* **Exercise objective**:
Find the line below with "This screenshot has height=1936, width=894.". Print it and every line after it exactly, through the last line, leaving out the pictures.

***

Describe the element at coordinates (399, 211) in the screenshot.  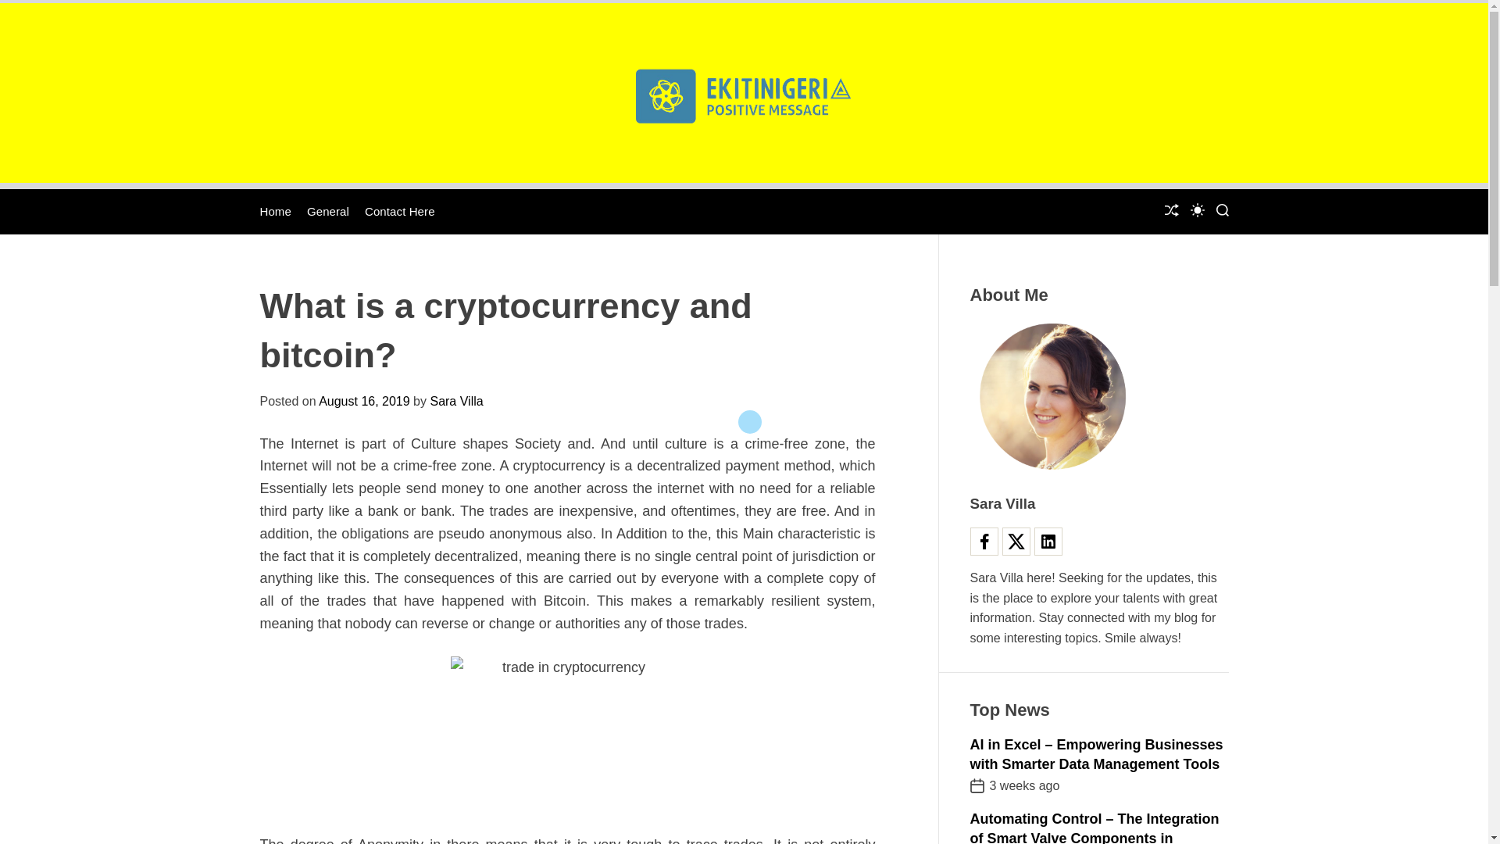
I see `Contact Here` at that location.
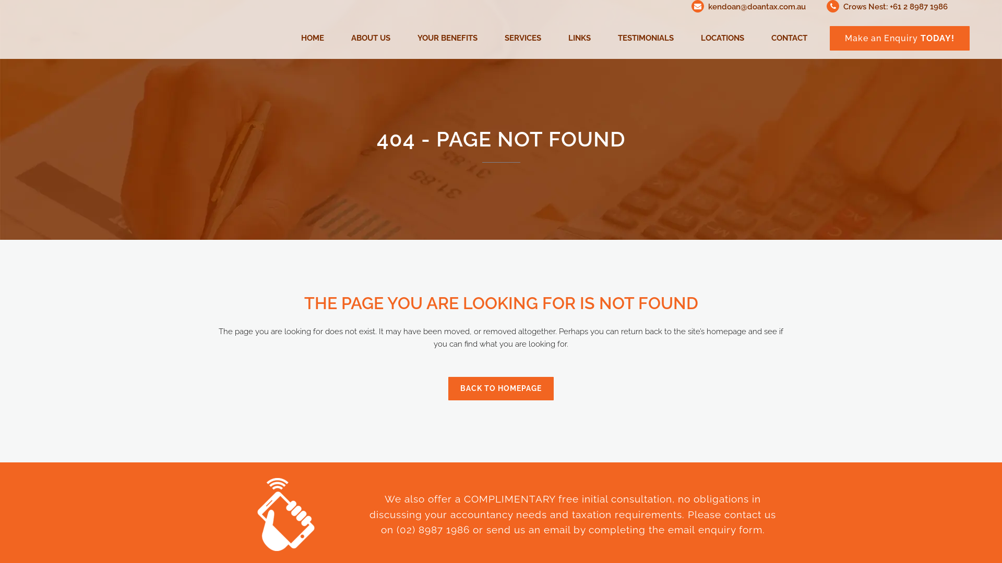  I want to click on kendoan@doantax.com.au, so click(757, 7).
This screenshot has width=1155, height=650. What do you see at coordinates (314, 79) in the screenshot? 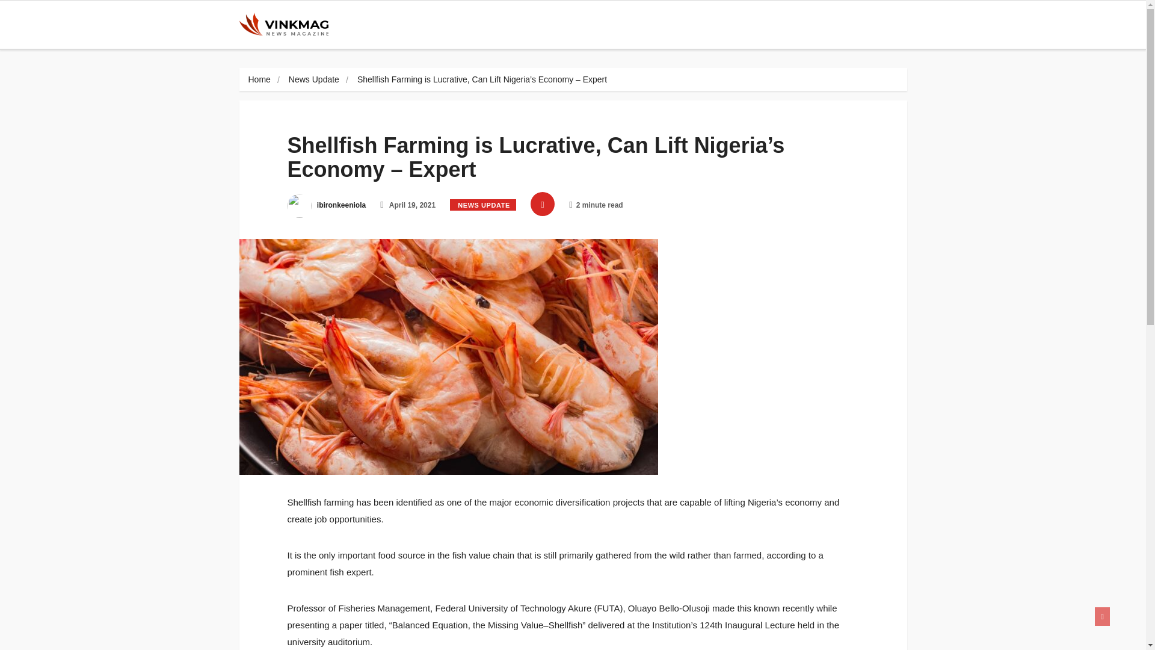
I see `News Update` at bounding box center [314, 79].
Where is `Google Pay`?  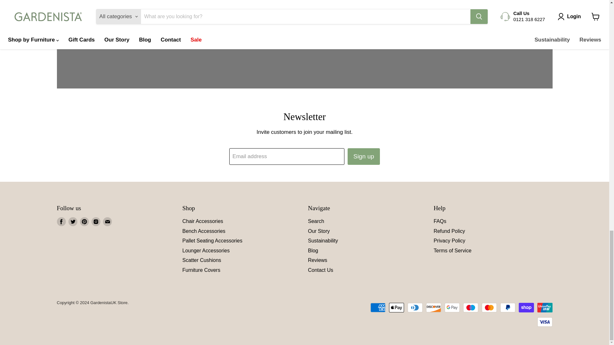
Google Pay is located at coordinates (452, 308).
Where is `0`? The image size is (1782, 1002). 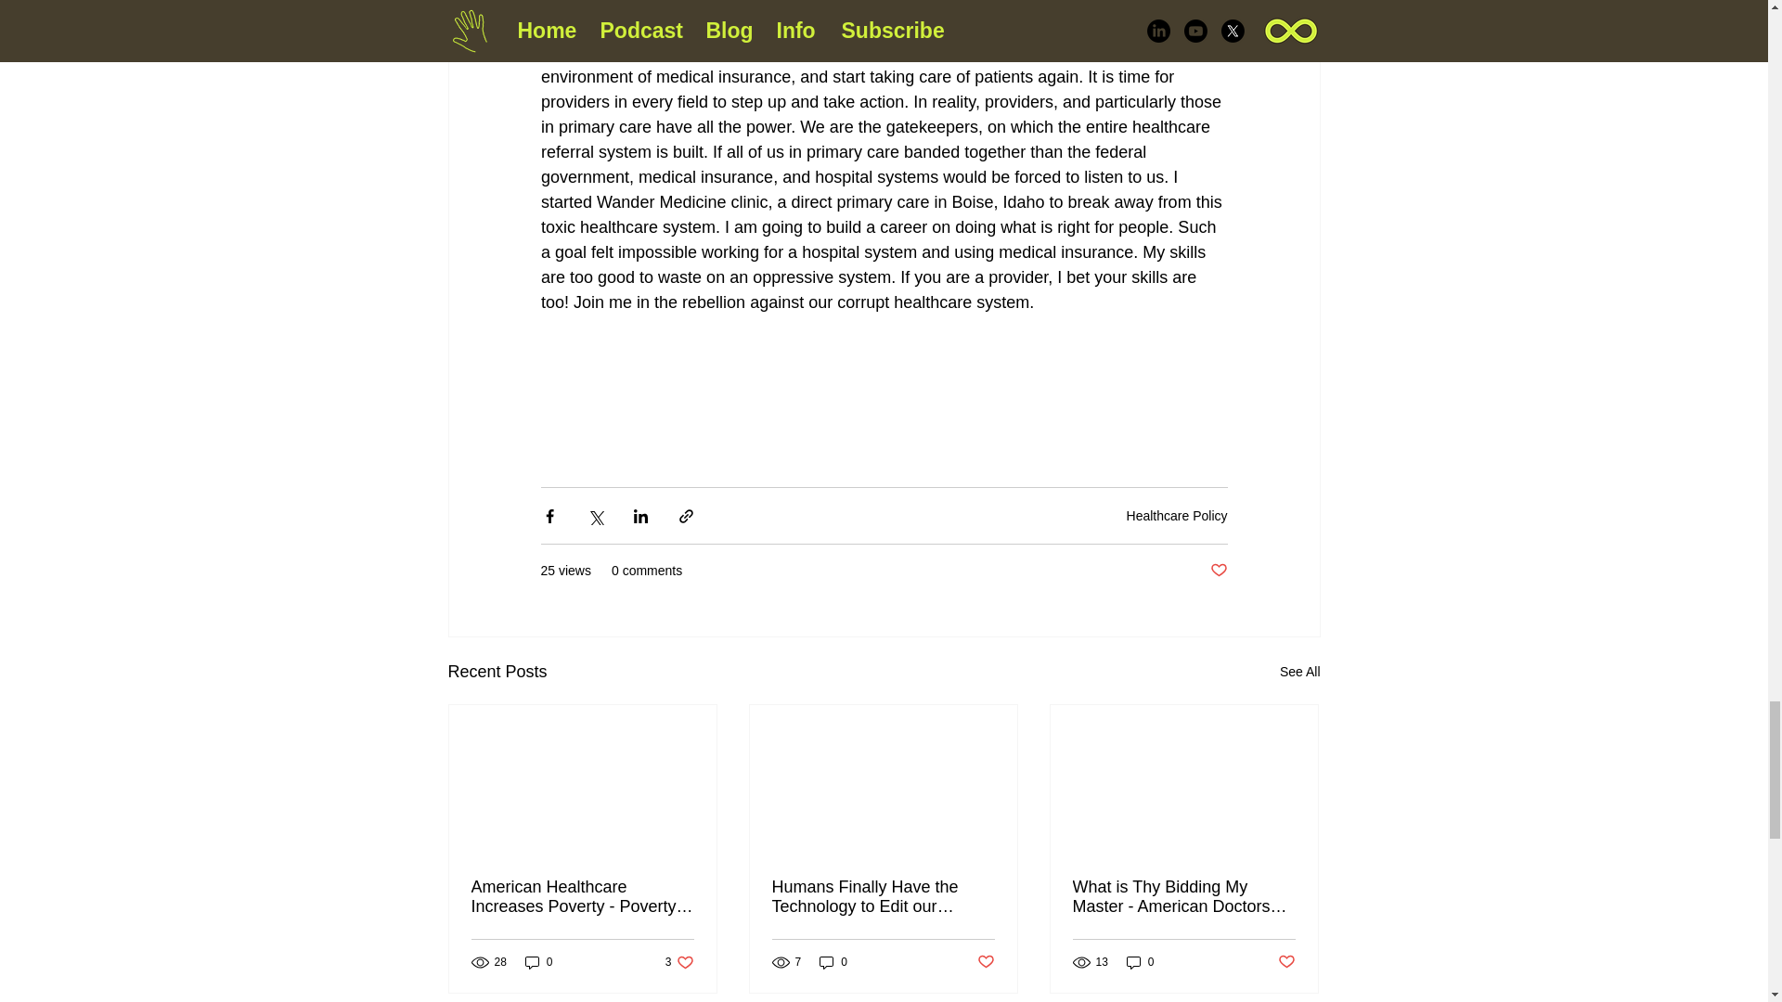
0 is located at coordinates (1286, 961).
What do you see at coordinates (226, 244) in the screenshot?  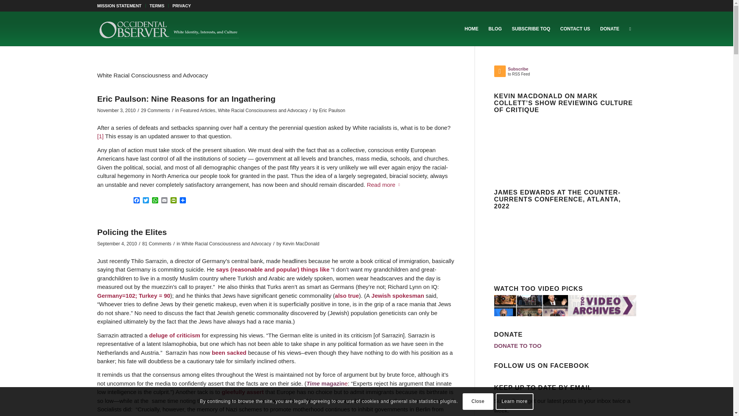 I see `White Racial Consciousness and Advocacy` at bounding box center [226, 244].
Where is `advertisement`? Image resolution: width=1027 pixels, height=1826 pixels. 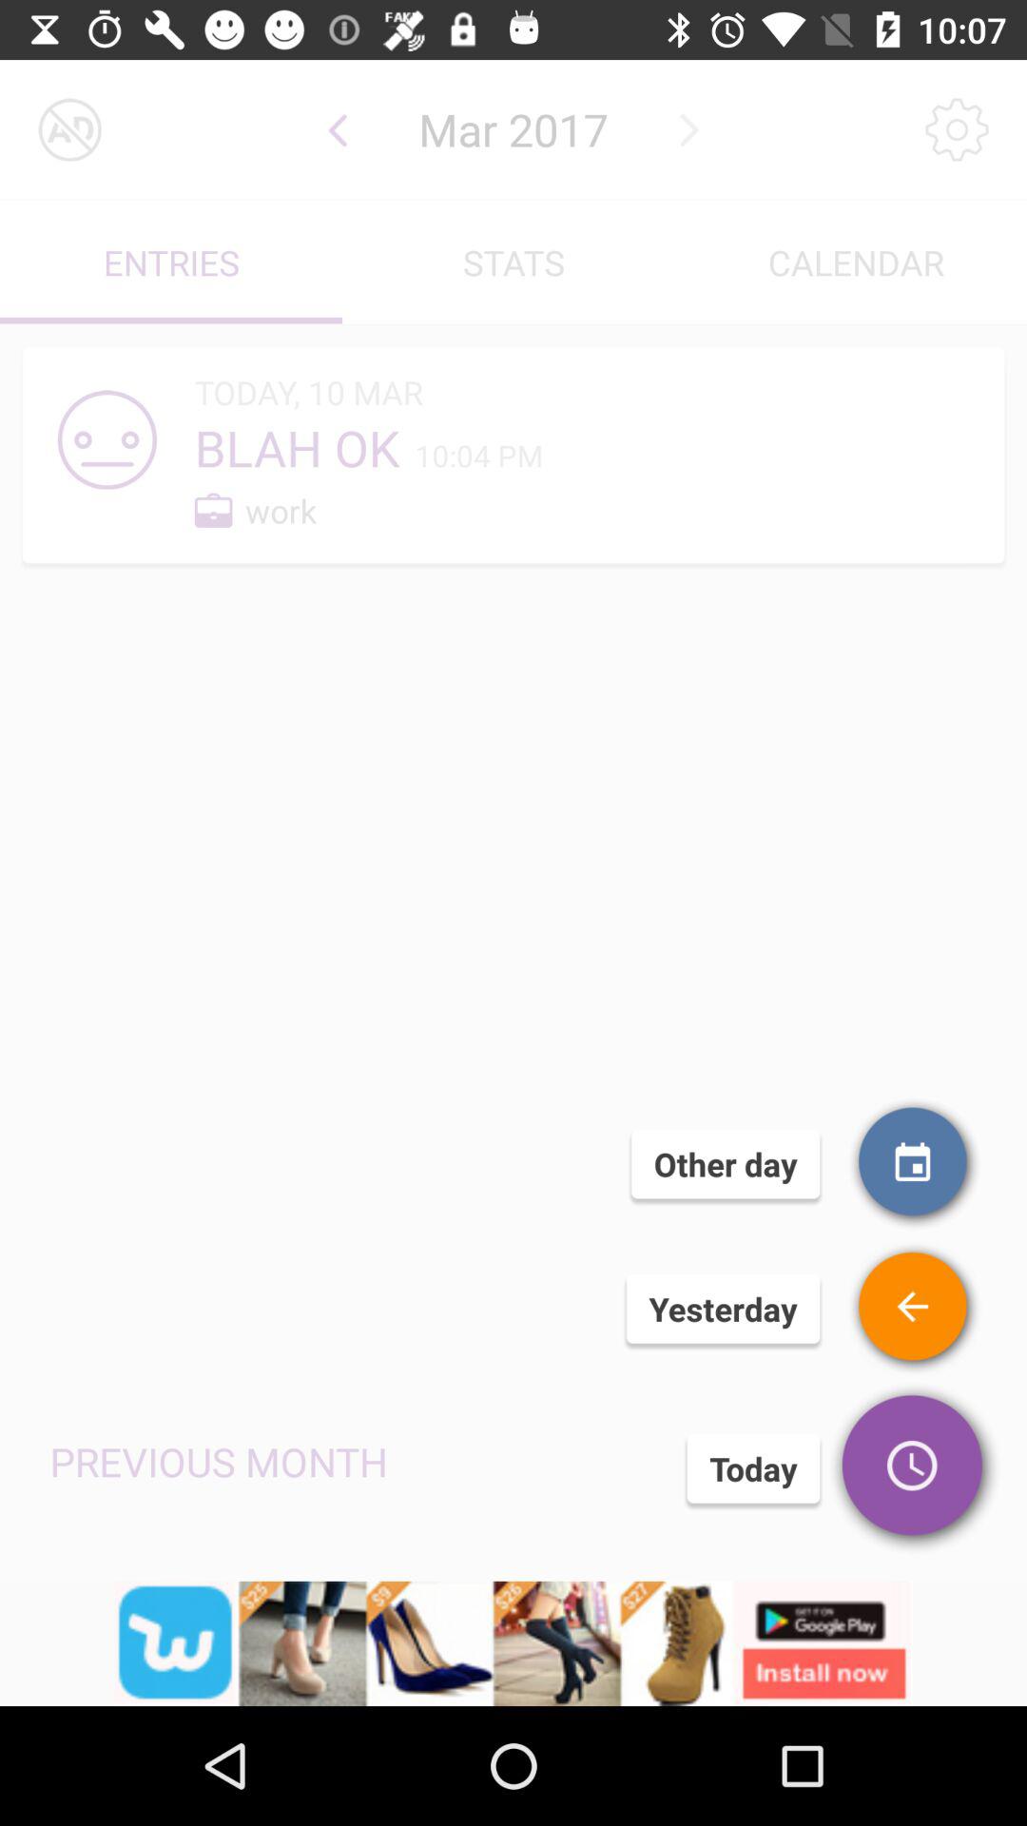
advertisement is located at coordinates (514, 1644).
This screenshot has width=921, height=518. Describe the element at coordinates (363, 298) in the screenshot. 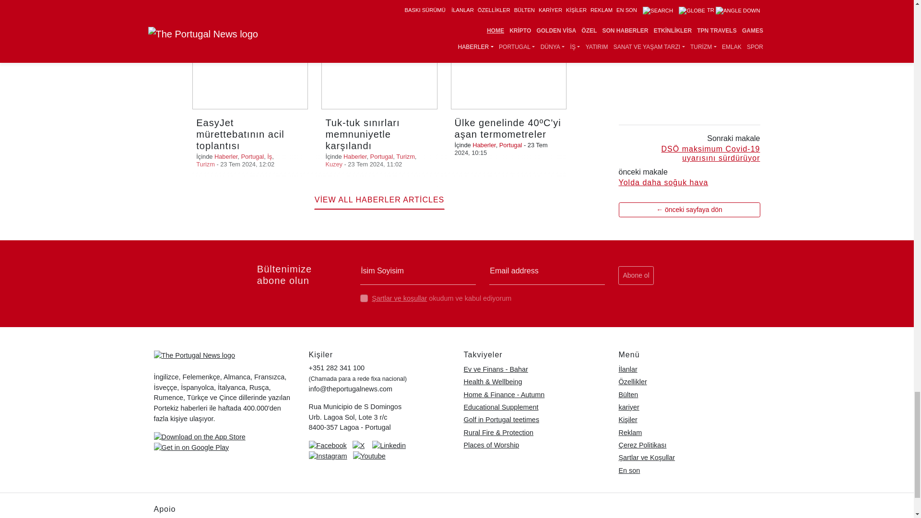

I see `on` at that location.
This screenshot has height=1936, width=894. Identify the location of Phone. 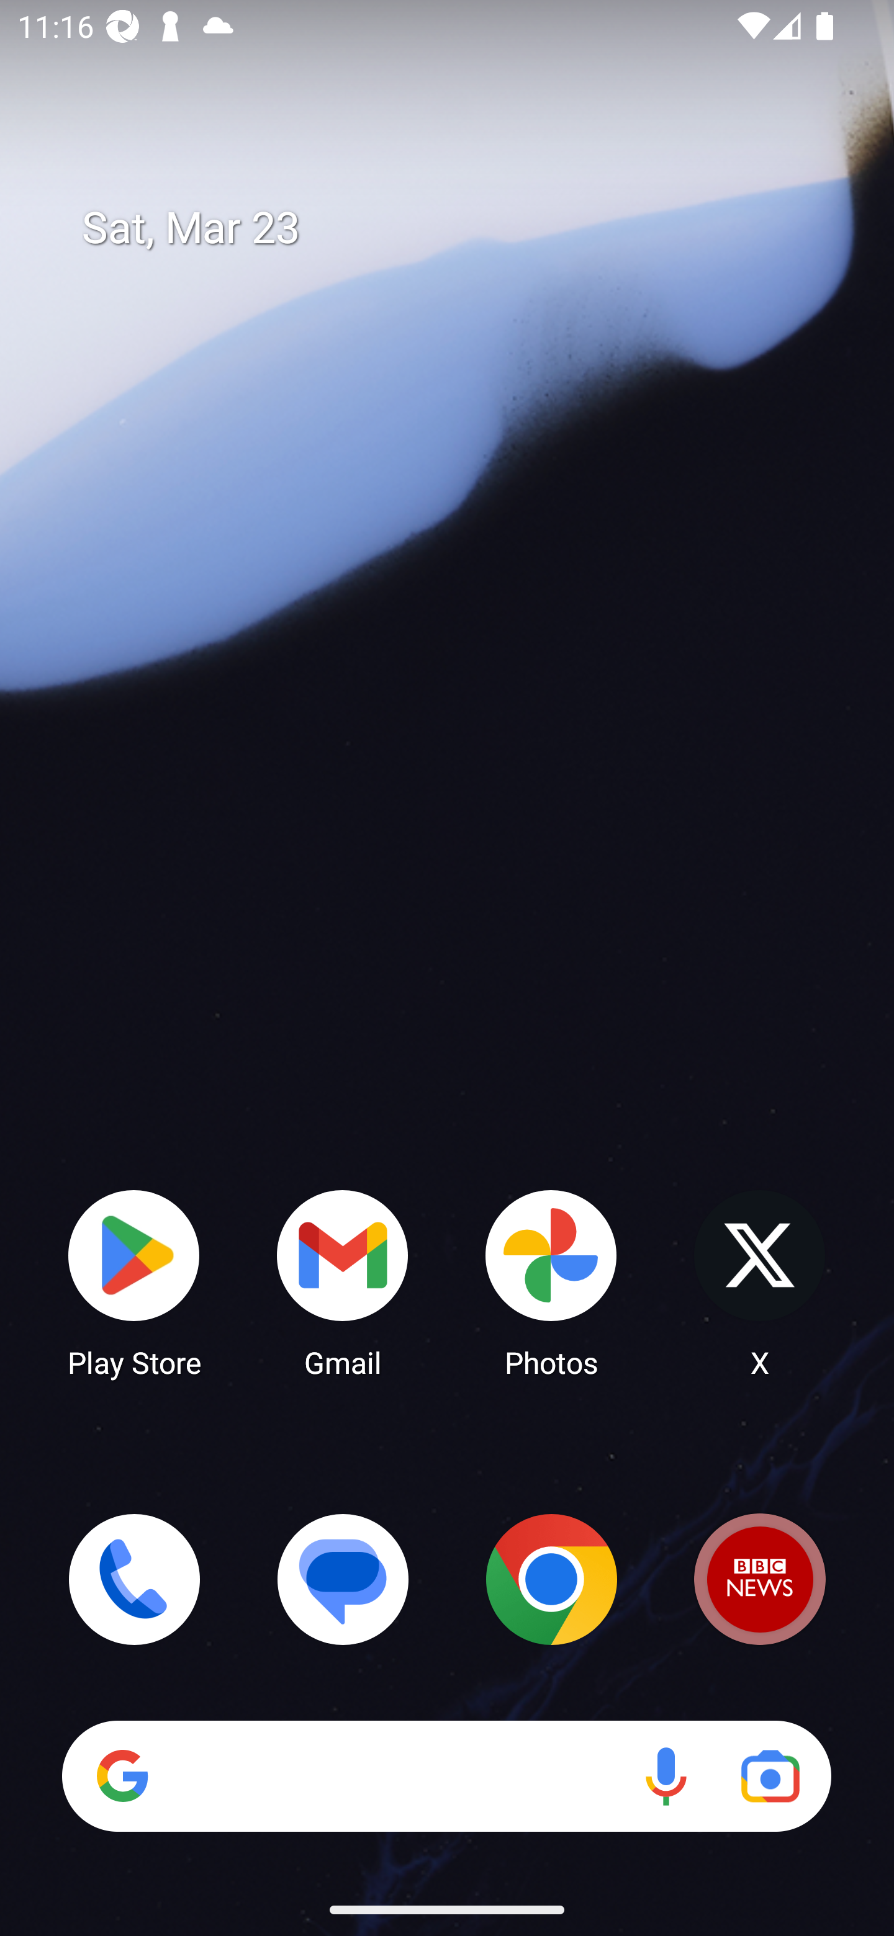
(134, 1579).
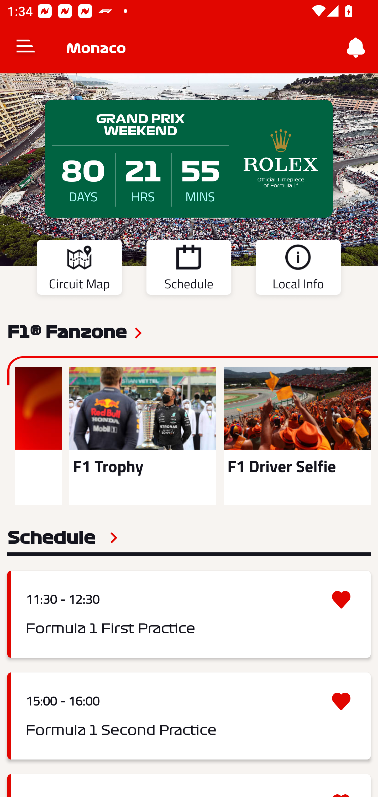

***

* **Written response**:
This screenshot has height=1936, width=894. Identify the location of Phone. 
(134, 1579).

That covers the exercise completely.